KEY POINTS:
Proportional representation was adopted in this country 15 years ago to give powerful voice to a wider range of public opinion. So far the system has put more parties into Parliament but it has not ensured that parties reflect their voters' views when a Government is formed. This year the monthly Herald-DigiPoll surveys have begun asking each party's supporters for their most preferred coalition. The results are interesting.
New Zealand First's voters, for instance, would prefer National over Labour by 90.9 per cent to 9.1 per cent. All voters for United Future would prefer the party to back National. Yet NZ First and United Future have kept Labour in power this term.
Voters for the Maori Party have registered the greatest change. In January, none of them wanted the party to help National form a government; last month 42.9 per cent of them would prefer that it did so. The shift may owe much to leader John Key's embrace of Maori activists at Waitangi.
Admittedly, the samples of minor party supporters are tiny; the polls are so dominated at present by the two main parties that the results would allow National to govern alone. But not even National entertains the thought that the election result will be as clear cut. Smaller parties gain more exposure during the campaign and several are likely to figure in the post-election calculations.
The Maori Party certainly will do so. Though it has gained only 1.5 per cent in our latest nationwide poll, a separate DigiPoll survey for TVNZ's Marae programme suggests the party will win all seven Maori electorates. United Future's leader, Peter Dunne, should retain his party's foothold in Parliament and Winston Peters will doubtless find a popular cause to rescue NZ First. So much for the theory that National will win the election but want for allies afterwards. One or two minor party leaders might be reluctant to deal with National but their supporters clearly are open to the idea.
Minor parties are not the only ones who ought to pay more attention to their supporters' preferences when it comes to forming a government. The largest number of National voters (30.2 per cent) name NZ First their preferred partner, followed by 21.8 per cent for United Future and surprisingly large minorities for the Greens and the Maori Party.
Labour voters much prefer the Greens (42 per cent) to NZ First (34.6 per cent) and very few of them, under 4 per cent, have much time for United Future. Yet Helen Clark has much preferred a governing arrangement with Mr Peters and Mr Dunne than with the Greens.
MMP has carried a cost to democracy. While a broader range of public opinion is now represented in Parliament, the public no longer directly elects a government. After an election parties that have won seats have a completely free hand in the negotiations that decide the composition of the government.
It would not seem too difficult for the MMP ballot paper to invite voters to nominate a preferred partner much as our poll has done, but that is unlikely to happen. Party leaders like the latitude given them by the system at it stands, and enthusiasts for the electoral reform never minded that it made the process of choosing a government a little less democratic.
After every MMP election so far the party with the most seats has been able to govern, but the system does not guarantee that. We have yet to see whether the country will accept a government formed by parties placed second and third and there is no reason this year that it should. National has plenty of potential allies. Ask the voters.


### [What you have to do]
Pictures do not belong in the copy; retype the records below exactly.

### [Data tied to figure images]
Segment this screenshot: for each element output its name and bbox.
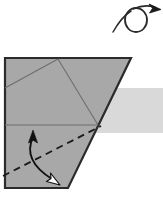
turn-over-loop [125, 8, 147, 32]
turn-over-arrowhead [149, 4, 161, 13]
origami-diagram-figure: Origami step diagram: turn over and vall… [0, 0, 163, 200]
diagram-canvas [0, 0, 163, 200]
turn-over-symbol [113, 4, 161, 32]
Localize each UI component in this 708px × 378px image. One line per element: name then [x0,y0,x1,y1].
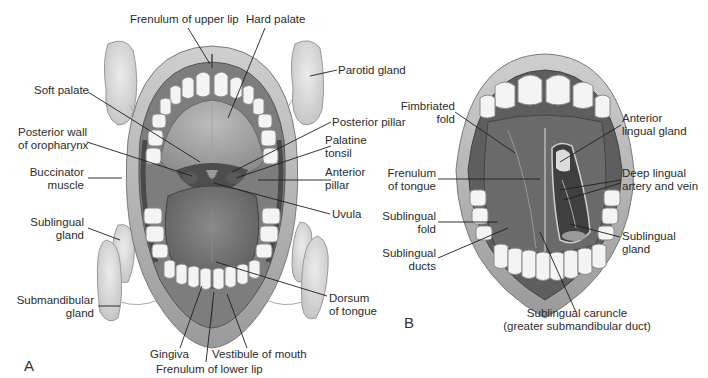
label-uvula: Uvula [332,208,361,221]
label-line-1: Anterior [325,166,365,179]
label-line-1: Sublingual [374,210,436,223]
label-line-2: muscle [18,179,84,192]
label-line-1: Posterior wall [18,126,84,139]
label-frenulum-upper-lip: Frenulum of upper lip [130,13,239,26]
label-line-1: Submandibular [8,294,94,307]
label-line-1: Sublingual caruncle [502,307,652,320]
label-line-1: Sublingual [622,230,676,243]
label-anterior-lingual-gland: Anterior lingual gland [622,112,687,138]
label-line-1: Palatine [325,134,367,147]
label-parotid-gland: Parotid gland [338,64,406,77]
label-line-2: fold [374,223,436,236]
label-line-2: gland [622,243,676,256]
label-line-1: Buccinator [18,166,84,179]
label-line-2: of tongue [329,305,377,318]
label-sublingual-gland-b: Sublingual gland [622,230,676,256]
label-frenulum-lower-lip: Frenulum of lower lip [156,363,263,376]
label-sublingual-gland-a: Sublingual gland [18,216,84,242]
label-vestibule-of-mouth: Vestibule of mouth [212,348,307,361]
label-posterior-wall-oropharynx: Posterior wall of oropharynx [18,126,84,152]
label-submandibular-gland: Submandibular gland [8,294,94,320]
label-sublingual-fold: Sublingual fold [374,210,436,236]
label-line-1: Dorsum [329,292,377,305]
label-line-2: fold [385,113,455,126]
label-line-1: Sublingual [18,216,84,229]
label-line-2: tonsil [325,147,367,160]
label-dorsum-of-tongue: Dorsum of tongue [329,292,377,318]
label-line-2: of oropharynx [18,139,84,152]
label-frenulum-of-tongue: Frenulum of tongue [374,167,436,193]
label-line-2: artery and vein [622,180,698,193]
label-gingiva: Gingiva [150,348,189,361]
label-deep-lingual-artery-vein: Deep lingual artery and vein [622,167,698,193]
label-fimbriated-fold: Fimbriated fold [385,100,455,126]
label-line-1: Anterior [622,112,687,125]
label-line-2: pillar [325,179,365,192]
label-anterior-pillar: Anterior pillar [325,166,365,192]
label-buccinator-muscle: Buccinator muscle [18,166,84,192]
label-line-1: Frenulum [374,167,436,180]
label-line-2: gland [8,307,94,320]
panel-letter-b: B [404,314,414,331]
label-sublingual-caruncle: Sublingual caruncle (greater submandibul… [502,307,652,333]
label-line-2: ducts [374,260,436,273]
label-line-1: Sublingual [374,247,436,260]
label-line-2: gland [18,229,84,242]
label-line-2: (greater submandibular duct) [502,320,652,333]
label-line-1: Deep lingual [622,167,698,180]
panel-b-illustration [456,54,634,318]
label-soft-palate: Soft palate [34,84,89,97]
label-line-2: of tongue [374,180,436,193]
panel-letter-a: A [24,357,34,374]
submandibular-gland-left [97,240,121,321]
label-palatine-tonsil: Palatine tonsil [325,134,367,160]
label-line-1: Fimbriated [385,100,455,113]
label-sublingual-ducts: Sublingual ducts [374,247,436,273]
label-hard-palate: Hard palate [246,13,305,26]
label-line-2: lingual gland [622,125,687,138]
parotid-gland-right [291,41,323,125]
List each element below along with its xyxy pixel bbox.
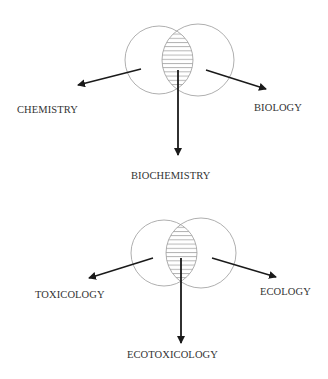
diagram-canvas bbox=[0, 0, 328, 379]
arrow-left bbox=[89, 258, 153, 278]
label-ecotoxicology: ECOTOXICOLOGY bbox=[127, 350, 218, 361]
arrow-left bbox=[78, 69, 141, 85]
label-biochemistry: BIOCHEMISTRY bbox=[131, 171, 210, 182]
label-chemistry: CHEMISTRY bbox=[17, 105, 78, 116]
label-toxicology: TOXICOLOGY bbox=[35, 290, 105, 301]
label-biology: BIOLOGY bbox=[254, 103, 302, 114]
label-ecology: ECOLOGY bbox=[260, 287, 311, 298]
arrow-right bbox=[206, 70, 266, 89]
venn-diagrams-figure: CHEMISTRY BIOLOGY BIOCHEMISTRY TOXICOLOG… bbox=[0, 0, 328, 379]
ecotoxicology-venn bbox=[89, 218, 276, 343]
arrow-right bbox=[212, 258, 276, 277]
biochemistry-venn bbox=[78, 24, 266, 155]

### [Exercise answer]
Segment this screenshot: for each element output its name and bbox.
turn-over-loop [125, 8, 147, 32]
turn-over-arrowhead [149, 4, 161, 13]
origami-diagram-figure: Origami step diagram: turn over and vall… [0, 0, 163, 200]
diagram-canvas [0, 0, 163, 200]
turn-over-symbol [113, 4, 161, 32]
Localize each UI component in this 708px × 378px image. One line per element: name then [x0,y0,x1,y1].
label-uvula: Uvula [332,208,361,221]
label-line-1: Anterior [325,166,365,179]
label-line-1: Sublingual [374,210,436,223]
label-line-2: muscle [18,179,84,192]
label-line-1: Posterior wall [18,126,84,139]
label-frenulum-upper-lip: Frenulum of upper lip [130,13,239,26]
label-line-1: Submandibular [8,294,94,307]
label-line-1: Sublingual caruncle [502,307,652,320]
label-line-1: Sublingual [622,230,676,243]
label-anterior-lingual-gland: Anterior lingual gland [622,112,687,138]
label-line-1: Palatine [325,134,367,147]
label-parotid-gland: Parotid gland [338,64,406,77]
label-line-2: fold [374,223,436,236]
label-line-2: gland [622,243,676,256]
label-line-1: Buccinator [18,166,84,179]
label-line-2: of tongue [329,305,377,318]
label-sublingual-gland-b: Sublingual gland [622,230,676,256]
label-frenulum-lower-lip: Frenulum of lower lip [156,363,263,376]
label-sublingual-gland-a: Sublingual gland [18,216,84,242]
label-vestibule-of-mouth: Vestibule of mouth [212,348,307,361]
label-posterior-wall-oropharynx: Posterior wall of oropharynx [18,126,84,152]
label-submandibular-gland: Submandibular gland [8,294,94,320]
label-sublingual-fold: Sublingual fold [374,210,436,236]
label-line-1: Dorsum [329,292,377,305]
label-line-2: fold [385,113,455,126]
label-line-1: Sublingual [18,216,84,229]
label-line-2: tonsil [325,147,367,160]
label-dorsum-of-tongue: Dorsum of tongue [329,292,377,318]
label-line-2: of oropharynx [18,139,84,152]
label-frenulum-of-tongue: Frenulum of tongue [374,167,436,193]
label-line-2: artery and vein [622,180,698,193]
label-gingiva: Gingiva [150,348,189,361]
label-deep-lingual-artery-vein: Deep lingual artery and vein [622,167,698,193]
label-fimbriated-fold: Fimbriated fold [385,100,455,126]
label-line-1: Anterior [622,112,687,125]
label-line-2: pillar [325,179,365,192]
label-anterior-pillar: Anterior pillar [325,166,365,192]
label-buccinator-muscle: Buccinator muscle [18,166,84,192]
label-line-1: Frenulum [374,167,436,180]
label-line-2: gland [8,307,94,320]
panel-letter-b: B [404,314,414,331]
label-sublingual-caruncle: Sublingual caruncle (greater submandibul… [502,307,652,333]
label-line-2: ducts [374,260,436,273]
label-line-1: Sublingual [374,247,436,260]
label-line-2: gland [18,229,84,242]
label-line-2: (greater submandibular duct) [502,320,652,333]
label-line-1: Deep lingual [622,167,698,180]
panel-b-illustration [456,54,634,318]
label-soft-palate: Soft palate [34,84,89,97]
label-line-2: of tongue [374,180,436,193]
panel-letter-a: A [24,357,34,374]
submandibular-gland-left [97,240,121,321]
label-palatine-tonsil: Palatine tonsil [325,134,367,160]
label-line-1: Fimbriated [385,100,455,113]
label-sublingual-ducts: Sublingual ducts [374,247,436,273]
label-hard-palate: Hard palate [246,13,305,26]
label-line-2: lingual gland [622,125,687,138]
parotid-gland-right [291,41,323,125]
List each element below along with its xyxy pixel bbox.
diagram-canvas bbox=[0, 0, 328, 379]
arrow-left bbox=[89, 258, 153, 278]
label-ecotoxicology: ECOTOXICOLOGY bbox=[127, 350, 218, 361]
arrow-left bbox=[78, 69, 141, 85]
label-biochemistry: BIOCHEMISTRY bbox=[131, 171, 210, 182]
label-chemistry: CHEMISTRY bbox=[17, 105, 78, 116]
label-toxicology: TOXICOLOGY bbox=[35, 290, 105, 301]
label-biology: BIOLOGY bbox=[254, 103, 302, 114]
label-ecology: ECOLOGY bbox=[260, 287, 311, 298]
arrow-right bbox=[206, 70, 266, 89]
venn-diagrams-figure: CHEMISTRY BIOLOGY BIOCHEMISTRY TOXICOLOG… bbox=[0, 0, 328, 379]
ecotoxicology-venn bbox=[89, 218, 276, 343]
arrow-right bbox=[212, 258, 276, 277]
biochemistry-venn bbox=[78, 24, 266, 155]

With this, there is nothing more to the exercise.